The GtkDialog objects used when resuming or quitting a game are replaced by GtkMessageDialog ones, as this type is more fitted to the messages they convey.

The look of the media selector has been improved, using checkmarks to denote the currently used media.

MediaSelector in 3.24…

…and what will become 3.26

The games collection now use theme relative colors instead of ones set by the application, making it work better with any theme or with the light theme variant.

A useless sorting invalidation in CollectionIconView has been dropped, making the games collection load a bit faster.

Thanks to changes in retro-gtk, the logging of messages from Libretro cores has been improved: their log domain is now the core’s name instead of Games’ one, which should greatly help debugging.

Evolution of retro-gtk

retro-gtk is an important dependency of Games as it allows it to use Libretro cores. In what will become retro-gtk 0.12 a demo application has been added, it should help to develop and test retro-gtk without relying on Games.

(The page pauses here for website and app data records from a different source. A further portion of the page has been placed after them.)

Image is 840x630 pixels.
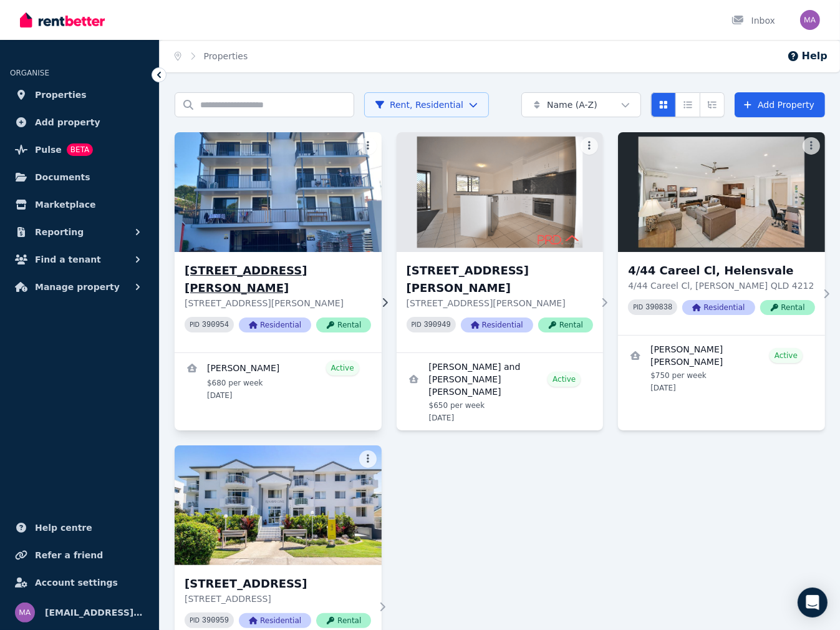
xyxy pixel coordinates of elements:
code: 390838 [646,303,673,312]
small: PID [190,322,200,328]
small: PID [190,617,200,623]
button: Find a tenant [10,247,149,272]
span: Refer a friend [35,548,103,562]
span: Properties [35,87,87,103]
button: Manage property [10,275,149,299]
a: View details for Stuart Short [175,353,382,408]
a: 4/44 Careel Cl, Helensvale4/44 Careel Cl, Helensvale4/44 Careel Cl, [PERSON_NAME] QLD 4212PID 390... [618,132,825,335]
img: 3/28 Little Norman St, Southport [397,132,603,251]
small: PID [633,304,644,310]
h3: 4/44 Careel Cl, Helensvale [628,262,815,279]
a: View details for Hallee Maree Watts [618,336,825,400]
a: Account settings [10,570,149,595]
span: Pulse [35,142,62,157]
a: Add Property [735,93,825,117]
button: More options [581,137,599,155]
a: Add property [10,110,149,135]
span: Account settings [35,575,118,590]
span: Rent, Residential [375,99,464,111]
a: Properties [204,51,248,62]
p: [STREET_ADDRESS][PERSON_NAME] [407,296,593,309]
span: Rental [538,318,593,333]
a: Refer a friend [10,543,149,567]
h3: [STREET_ADDRESS][PERSON_NAME] [407,262,593,296]
p: [STREET_ADDRESS] [185,593,371,605]
a: Help centre [10,515,149,540]
span: Residential [239,613,312,628]
button: More options [359,451,377,468]
button: Reporting [10,220,149,245]
span: Help centre [35,520,93,535]
button: Help [787,49,827,64]
button: Compact list view [675,93,700,117]
img: maree.likely@bigpond.com [800,10,820,30]
span: Rental [316,613,371,628]
img: 19/26 Back St, Biggera Waters [175,445,382,565]
span: Add property [35,114,101,130]
button: More options [803,137,820,155]
span: [EMAIL_ADDRESS][DOMAIN_NAME] [45,605,144,620]
span: Find a tenant [35,251,101,267]
button: Card view [651,93,676,117]
span: Marketplace [35,197,95,212]
a: Marketplace [10,193,149,217]
code: 390959 [202,616,229,625]
span: Residential [239,318,312,333]
span: Rental [761,300,816,315]
img: maree.likely@bigpond.com [15,603,35,623]
a: 3/28 Little Norman St, Southport[STREET_ADDRESS][PERSON_NAME][STREET_ADDRESS][PERSON_NAME]PID 390... [397,132,603,352]
button: More options [359,137,377,155]
a: View details for Gemma Holmes and Emma Louise Taylor [397,353,603,430]
a: 2/28 Little Norman St, Southport[STREET_ADDRESS][PERSON_NAME][STREET_ADDRESS][PERSON_NAME]PID 390... [175,132,382,352]
div: Open Intercom Messenger [798,588,827,617]
button: Name (A-Z) [521,93,642,117]
span: Residential [461,318,533,333]
p: 4/44 Careel Cl, [PERSON_NAME] QLD 4212 [628,279,815,292]
small: PID [412,322,422,328]
span: Name (A-Z) [547,99,598,111]
span: Documents [35,169,91,185]
span: BETA [67,144,93,156]
code: 390954 [202,321,229,330]
nav: Breadcrumb [159,40,263,72]
div: Inbox [732,15,775,26]
span: Manage property [35,279,120,294]
img: 2/28 Little Norman St, Southport [169,129,386,255]
div: View options [651,93,725,117]
button: Expanded list view [700,93,725,117]
span: Reporting [35,224,83,240]
img: 4/44 Careel Cl, Helensvale [618,132,825,251]
span: ORGANISE [10,68,50,77]
a: Properties [10,82,149,107]
button: Rent, Residential [364,93,489,117]
h3: [STREET_ADDRESS][PERSON_NAME] [185,262,371,296]
h3: [STREET_ADDRESS] [185,575,371,593]
p: [STREET_ADDRESS][PERSON_NAME] [185,296,371,309]
a: PulseBETA [10,137,149,162]
span: Rental [316,318,371,333]
span: Residential [683,300,755,315]
code: 390949 [425,321,451,330]
img: RentBetter [21,11,105,29]
a: Documents [10,165,149,190]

So far, to load the games to use with a Core object, Core.load_game() or Core.prepare() had to be called just after Core.init() and the complex disk interface may had to be used if the Libretro core required it. Now the users of retro-gtk just have to use Core.set_medias() before calling Core.init() if any game has to be passed to the core, the games will then be loaded during the call to Core.init() and the user doesn’t have to take care of the disk interface. If multiple medias were passed to the Core, they can be changed with a call to Core.set_current_media().

As previously said, logging has been improved.

The CoreView widget has been added, it can handle the video output and some inputs — like keyboard and mouse inputs — for the core. It is still in an early stage and its design is expected to evolve, its goal is to be the simplest way possible to handle a Core. It is used by the demo application.

retro-gtk is slowly being ported to C and its API is being simplified in the hope to make the library as simple to use and as stable as possible.

Other Ongoing Works

Other works are ongoing too! Abhinav is working on allowing you to configure your gamepads in case Games doesn’t support them yet and Yasitha is working on supporting the multiple features of the Nintendo DS so you can run its games perfectly!